The Shadow

"Between the idea / And the reality / Between the motion / And the act / Falls the Shadow . . . For Thine is the Kingdom"

11 April 2007

Hero-doting

Reading and hearing about the movie '300' recently, led me back to a favourite old book of mine, Herodotus's The Histories. In late high school I fell in love with this work while studying the Persians.

The so-called Father of History, the main aim of this epic work was to explain the origins of the clash between the Persians and the Greeks in the early 5th century. To do this, he went around and spoke to all sorts of people, finding out their stories and customs.

And the thing that really attracted me to Herodotus as he did this was his ability to tell a ripping yarn. Some of them are quite fanciful, but he's aware of that himself. In The Histories he said:

"My business is to record what people say, but I am by no means bound to believe it -- and that may be taken to apply to this book as a whole."

I'm no historian and know relatively little about Herodotus but here are two tales from his work that stuck with me.

When Cyrus, Emperor of Persia went out to fight the distinguished Lydian cavalry, he got his soldiers to mount the camels that were normally used as pack-animals. Why?

"The reason for confronting the Lydian cavalry with camels was the instinctive fear which they inspire in horses. No horse can endure the sight or smell of a camel."

Herodotus also shares a little of the family history of Otanes, the Persian governor of the Ionian coast some years later.

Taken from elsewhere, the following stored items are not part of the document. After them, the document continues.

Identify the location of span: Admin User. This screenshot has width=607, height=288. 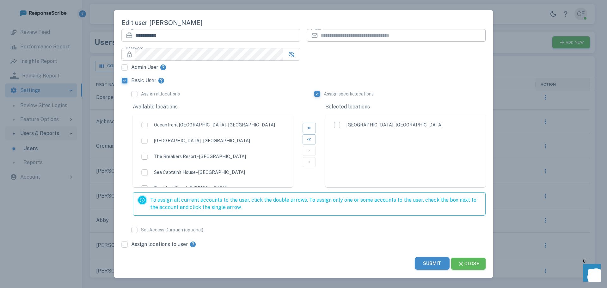
(145, 67).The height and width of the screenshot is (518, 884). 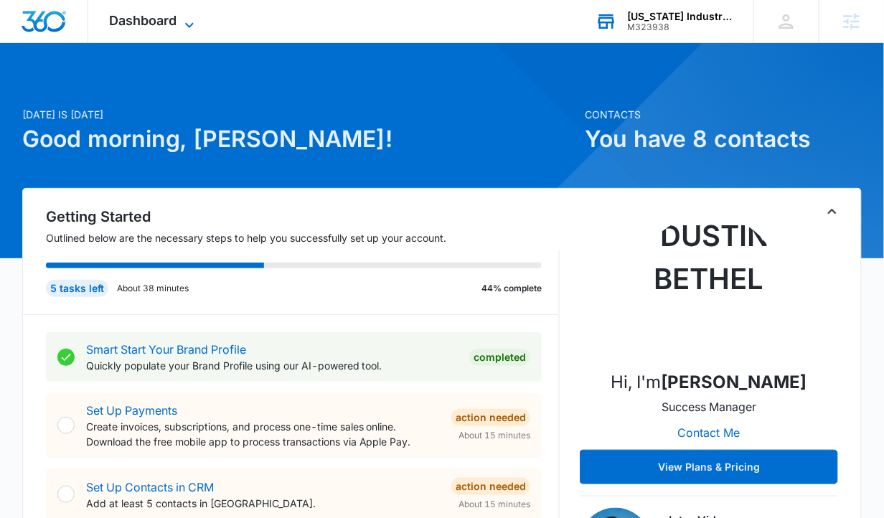 I want to click on p: Success Manager, so click(x=709, y=407).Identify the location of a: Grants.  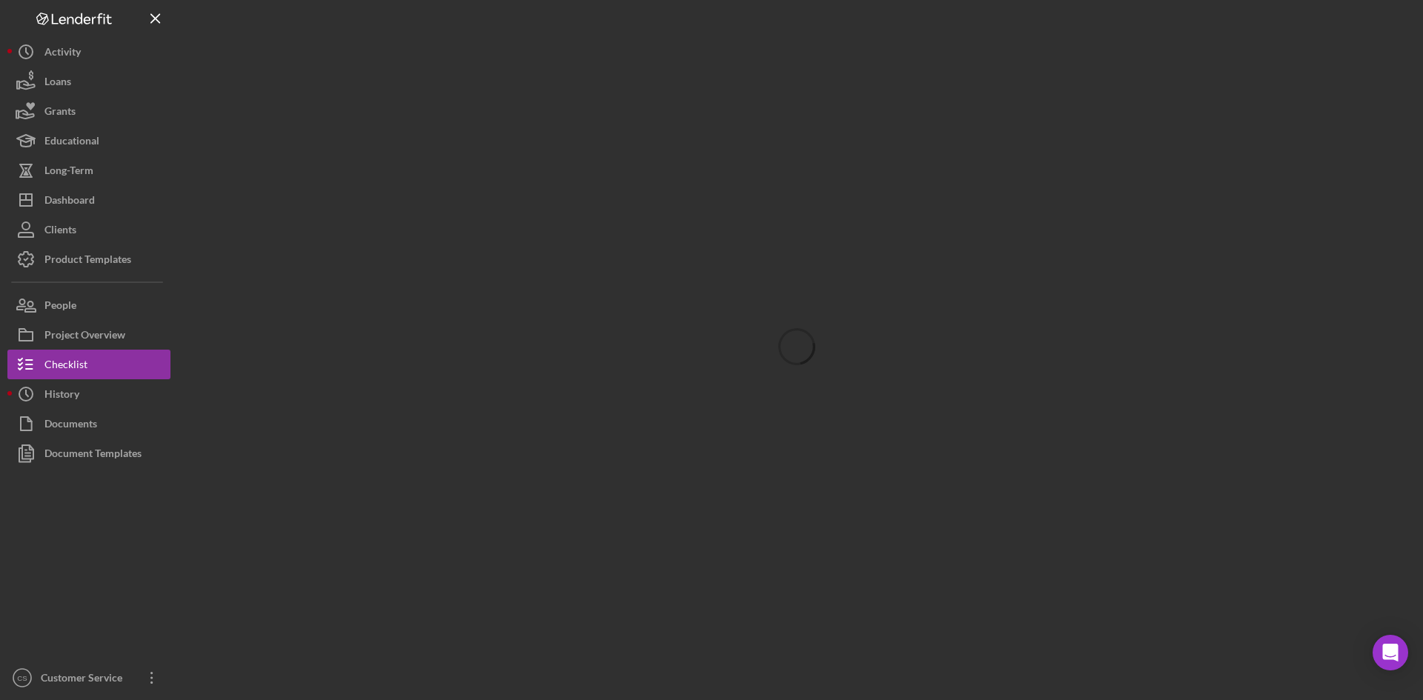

"Otanes' father Sisamnes had been put to death by Cambyses [Cyrus's son]: He was one of the royal judges and as a punishment for taking a bribe and perverting the course of justice Cambyses had him flayed; all his skin was torn off and cut into strips, and the strips stretched across the seat of the chair which he used to sit on in the Court. Cambyses then appointed his son to be judge in his place, and told him not to forget what his chair was made of, when he gave his judgments."

How good is that?

2 Comments:

At 11:25 pm, Anonymous Anonymous said...

natto here, too lazy to log in...

wow! crazy stuff.

 
At 10:22 pm, Blogger tdix said...

Good on you for owning up to yourself nonetheless natto.

Good to see you and Megan today! Hope Cindy and Richard's move went well.